Odman’s new project will help us understand how prescribed burns impact health, air quality across the Southeast

A firefighter monitors a prescribed burn near Griffin, Georgia. (Photo: Talat Odman)
A firefighter monitors a prescribed burn near Griffin, Georgia. School of Civil and Environmental Engineering researcher Talat Odman is working on a project to collect data about such burns from 13 states in the southeastern United States and compile it in a unified data system. (Photo: Talat Odman)
 

When land managers in Florida or South Carolina or Georgia approve outdoor burns in their states, the resulting smoke doesn’t float to the state line and stop.

Yet there’s no unified way to track all of this burning across the Southeast and account for the resulting impacts on air quality and residents’ health. It’s especially an issue for a region where prescribed burns are the top source of fine particulate matter in the air.

School of Civil and Environmental Engineering researcher Talat Odman has just secured funding to help address the problem, bringing together all of the prescribed burn data from a region stretching from Texas to Virginia.

With support from the federal Joint Fire Science Program, the U.S. Forest Service, Georgia Tech and North Carolina State University, Odman and his team will marry the burn data with air quality data and cutting-edge computer modeling to understand the full impact of prescribed burns on air pollution and people’s health.

It’s a system Odman says will help land managers better plan prescribed burns and public health organizations better protect populations vulnerable to particulate matter in the air, such as the elderly, the very young, and people with existing respiratory problems.

“We want to optimize burns — which have higher demand than supply — and air quality at the same time,” Odman said.

In Georgia, for example, any open burning requires a permit from the Georgia Forestry Commission, and most burning is banned from May through September in the state’s most-populated areas. The burns are important to maintaining healthy ecosystems and preventing out-of-control wildfires, but Odman said the commission can’t keep up with requests.

“There’s so much demand in Georgia to burn, they cannot respond to all of it. Applications come in [to burn] 2 million acres a year, and last year they issued permits for slightly over 1 million acres,” he said. “So they could easily double the capacity.

“We’re looking at new windows of opportunity. If we had the regional forecast [we’re developing], we could do dynamic management.”

A prescribed burn near Griffin, Georgia.
A prescribed burn near Griffin, Georgia. (Photo: Talat Odman)
 

The first hurdle for the two-year, $400,000 project will be to pull together data in 13 southern states that all have different systems for outdoor burning, Odman said. Plus, state applications may only account for private landowners, not federal lands owned by the military or the U.S. Forest Service.

“The burn information is in different places, so pulling it together is going to be a challenge, even in Georgia, where we have been working for some time,” Odman said. “With other states, we don’t even know [what we’re facing].”

So far, Odman’s group, which includes Fernando Garcia Menendez at North Carolina State University and Cassandra Johnson with the U.S. Forest Service, has commitments from Georgia, North Carolina and South Carolina to participate. Initially, they plan to gather data from 2010 to 2015, adding 2016 and 2017 burns as the information becomes available.

“We hope that we establish a dynamic way of updating the data every year,” Odman said. “Whoever our collaborators are in each state, they just upload their data and it’s all updated in a central location.”

Odman said he hopes at the end of the two years, foresters, industry, and health officials see enough value in the centralized data and forecasting models to help pay for the system’s continued operations.

“We hope that it stays alive for the future and it’s not just one period in time that we studied.”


## What is needed
Return the entries below verbatim. Pictures stay out.

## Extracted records
-=-=-=-=-

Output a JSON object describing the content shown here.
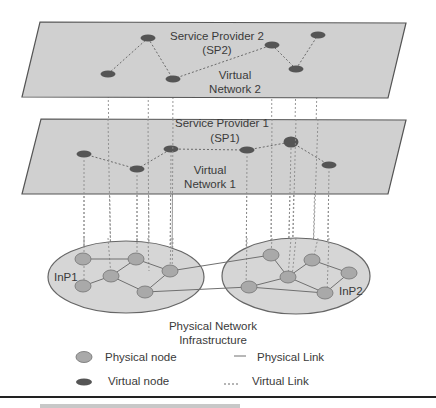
{
  "diagram": {
    "layers": [
      {
        "id": "sp2",
        "title_line1": "Service Provider 2",
        "title_line2": "(SP2)",
        "network_line1": "Virtual",
        "network_line2": "Network 2",
        "plane": [
          [
            40,
            22
          ],
          [
            406,
            23
          ],
          [
            388,
            98
          ],
          [
            22,
            97
          ]
        ],
        "nodes": [
          [
            108,
            74
          ],
          [
            148,
            38
          ],
          [
            173,
            79
          ],
          [
            272,
            45
          ],
          [
            296,
            69
          ],
          [
            318,
            35
          ]
        ],
        "links": [
          [
            0,
            1
          ],
          [
            1,
            2
          ],
          [
            2,
            3
          ],
          [
            3,
            4
          ],
          [
            4,
            5
          ]
        ]
      },
      {
        "id": "sp1",
        "title_line1": "Service Provider 1",
        "title_line2": "(SP1)",
        "network_line1": "Virtual",
        "network_line2": "Network 1",
        "plane": [
          [
            41,
            119
          ],
          [
            406,
            120
          ],
          [
            388,
            194
          ],
          [
            22,
            194
          ]
        ],
        "nodes": [
          [
            84,
            154
          ],
          [
            137,
            169
          ],
          [
            171,
            149
          ],
          [
            247,
            150
          ],
          [
            291,
            142
          ],
          [
            329,
            165
          ]
        ],
        "links": [
          [
            0,
            1
          ],
          [
            1,
            2
          ],
          [
            2,
            3
          ],
          [
            3,
            4
          ],
          [
            4,
            5
          ]
        ]
      }
    ],
    "physical": {
      "title_line1": "Physical Network",
      "title_line2": "Infrastructure",
      "domains": [
        {
          "id": "inp1",
          "label": "InP1",
          "cx": 126,
          "cy": 277,
          "rx": 78,
          "ry": 36
        },
        {
          "id": "inp2",
          "label": "InP2",
          "cx": 296,
          "cy": 276,
          "rx": 74,
          "ry": 38
        }
      ],
      "nodes": [
        [
          83,
          259
        ],
        [
          136,
          259
        ],
        [
          111,
          276
        ],
        [
          83,
          286
        ],
        [
          170,
          271
        ],
        [
          145,
          292
        ],
        [
          271,
          255
        ],
        [
          312,
          260
        ],
        [
          288,
          277
        ],
        [
          349,
          273
        ],
        [
          249,
          287
        ],
        [
          325,
          293
        ]
      ],
      "links": [
        [
          0,
          1
        ],
        [
          1,
          2
        ],
        [
          2,
          3
        ],
        [
          1,
          4
        ],
        [
          2,
          5
        ],
        [
          4,
          5
        ],
        [
          6,
          8
        ],
        [
          7,
          8
        ],
        [
          7,
          9
        ],
        [
          8,
          10
        ],
        [
          8,
          11
        ],
        [
          9,
          11
        ],
        [
          10,
          11
        ],
        [
          4,
          6
        ],
        [
          5,
          10
        ]
      ]
    },
    "mappings": [
      [
        108,
        80,
        111,
        276
      ],
      [
        148,
        44,
        149,
        271
      ],
      [
        173,
        85,
        172,
        271
      ],
      [
        272,
        51,
        271,
        255
      ],
      [
        296,
        75,
        292,
        277
      ],
      [
        318,
        41,
        313,
        260
      ],
      [
        84,
        160,
        84,
        286
      ],
      [
        137,
        175,
        137,
        259
      ],
      [
        171,
        155,
        170,
        271
      ],
      [
        247,
        156,
        246,
        287
      ],
      [
        291,
        148,
        288,
        277
      ],
      [
        329,
        171,
        327,
        293
      ]
    ],
    "legend": {
      "physical_node": "Physical node",
      "virtual_node": "Virtual node",
      "physical_link": "Physical Link",
      "virtual_link": "Virtual Link"
    },
    "colors": {
      "plane_fill": "#d0d0d0",
      "domain_fill": "#d6d6d6",
      "physical_node": "#a9a9a9",
      "virtual_node": "#555555"
    }
  }
}
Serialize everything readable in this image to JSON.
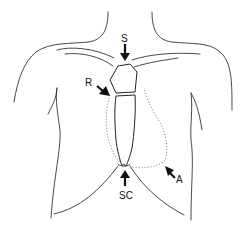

-=-=-=-=-

## Answer
Output a JSON object describing the content shown here.
{
  "diagram": {
    "layers": [
      {
        "id": "sp2",
        "title_line1": "Service Provider 2",
        "title_line2": "(SP2)",
        "network_line1": "Virtual",
        "network_line2": "Network 2",
        "plane": [
          [
            40,
            22
          ],
          [
            406,
            23
          ],
          [
            388,
            98
          ],
          [
            22,
            97
          ]
        ],
        "nodes": [
          [
            108,
            74
          ],
          [
            148,
            38
          ],
          [
            173,
            79
          ],
          [
            272,
            45
          ],
          [
            296,
            69
          ],
          [
            318,
            35
          ]
        ],
        "links": [
          [
            0,
            1
          ],
          [
            1,
            2
          ],
          [
            2,
            3
          ],
          [
            3,
            4
          ],
          [
            4,
            5
          ]
        ]
      },
      {
        "id": "sp1",
        "title_line1": "Service Provider 1",
        "title_line2": "(SP1)",
        "network_line1": "Virtual",
        "network_line2": "Network 1",
        "plane": [
          [
            41,
            119
          ],
          [
            406,
            120
          ],
          [
            388,
            194
          ],
          [
            22,
            194
          ]
        ],
        "nodes": [
          [
            84,
            154
          ],
          [
            137,
            169
          ],
          [
            171,
            149
          ],
          [
            247,
            150
          ],
          [
            291,
            142
          ],
          [
            329,
            165
          ]
        ],
        "links": [
          [
            0,
            1
          ],
          [
            1,
            2
          ],
          [
            2,
            3
          ],
          [
            3,
            4
          ],
          [
            4,
            5
          ]
        ]
      }
    ],
    "physical": {
      "title_line1": "Physical Network",
      "title_line2": "Infrastructure",
      "domains": [
        {
          "id": "inp1",
          "label": "InP1",
          "cx": 126,
          "cy": 277,
          "rx": 78,
          "ry": 36
        },
        {
          "id": "inp2",
          "label": "InP2",
          "cx": 296,
          "cy": 276,
          "rx": 74,
          "ry": 38
        }
      ],
      "nodes": [
        [
          83,
          259
        ],
        [
          136,
          259
        ],
        [
          111,
          276
        ],
        [
          83,
          286
        ],
        [
          170,
          271
        ],
        [
          145,
          292
        ],
        [
          271,
          255
        ],
        [
          312,
          260
        ],
        [
          288,
          277
        ],
        [
          349,
          273
        ],
        [
          249,
          287
        ],
        [
          325,
          293
        ]
      ],
      "links": [
        [
          0,
          1
        ],
        [
          1,
          2
        ],
        [
          2,
          3
        ],
        [
          1,
          4
        ],
        [
          2,
          5
        ],
        [
          4,
          5
        ],
        [
          6,
          8
        ],
        [
          7,
          8
        ],
        [
          7,
          9
        ],
        [
          8,
          10
        ],
        [
          8,
          11
        ],
        [
          9,
          11
        ],
        [
          10,
          11
        ],
        [
          4,
          6
        ],
        [
          5,
          10
        ]
      ]
    },
    "mappings": [
      [
        108,
        80,
        111,
        276
      ],
      [
        148,
        44,
        149,
        271
      ],
      [
        173,
        85,
        172,
        271
      ],
      [
        272,
        51,
        271,
        255
      ],
      [
        296,
        75,
        292,
        277
      ],
      [
        318,
        41,
        313,
        260
      ],
      [
        84,
        160,
        84,
        286
      ],
      [
        137,
        175,
        137,
        259
      ],
      [
        171,
        155,
        170,
        271
      ],
      [
        247,
        156,
        246,
        287
      ],
      [
        291,
        148,
        288,
        277
      ],
      [
        329,
        171,
        327,
        293
      ]
    ],
    "legend": {
      "physical_node": "Physical node",
      "virtual_node": "Virtual node",
      "physical_link": "Physical Link",
      "virtual_link": "Virtual Link"
    },
    "colors": {
      "plane_fill": "#d0d0d0",
      "domain_fill": "#d6d6d6",
      "physical_node": "#a9a9a9",
      "virtual_node": "#555555"
    }
  }
}
Serialize everything readable in this image to JSON.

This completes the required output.